2023/03/31

Space Time Zone


With NASA going back to the moon, Elon Musk going to Mars, and various other countries and corporations planning lunar and planetary trips and new space stations, International scientists and engineers have been debating how they will tell time in space, since there that are no days, months, and years, let alone time zones, and clocks move at slightly different speeds in other inertial reference frames.There is agreement that it is important for communication, cooperation, and safety that there be a single time standard  everyone, a Universal Time for the solar system. 

As recently reported by the Associated Press, the European Space Agency hosted a meeting in the Netherlands last November to discuss the issue. Earth and Mars already have time systems, such as the Mars Sol Date, which counts Martian days, or "sols," and divides them decimally. A Martian sol is 39 minutes and 35.244 seconds longer than an earth day. Today is MJD 60035.7, or April 1, on earth, but on Mars, it is MSD 53055.0. Every other planet has a different rotation period, not to mention years. 

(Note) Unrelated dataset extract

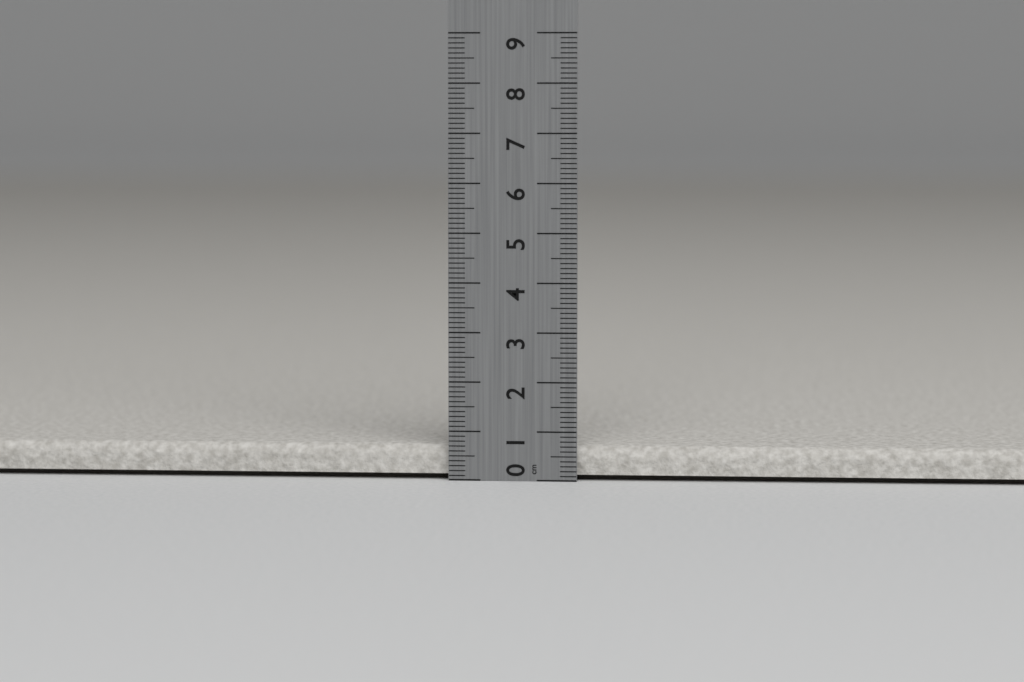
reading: 0.7 cm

The natural cycles that govern time on earth are earth days, lunar months, and solar years. Julius Caesar got us to stop tracking the moon. There are no yearly seasons in space. The only cycle that we can't ignore is the diurnal one, to which we are naturally synchronized by sleep. Therefore, the new system will only count days. To avoid confusion with earth times, it will also avoid using hours and minutes, and divide the day decimally. The most useful decimal period is one percent of a day, or a centiday, which is close to a quarter hour in earth time. For more precision, there are millidays and microdays. Instead of weeks, months, and years, we have decadays, hectodays, and kilodays. And someday, maybe we'll take our new system of times and dates to the stars, and have star dates.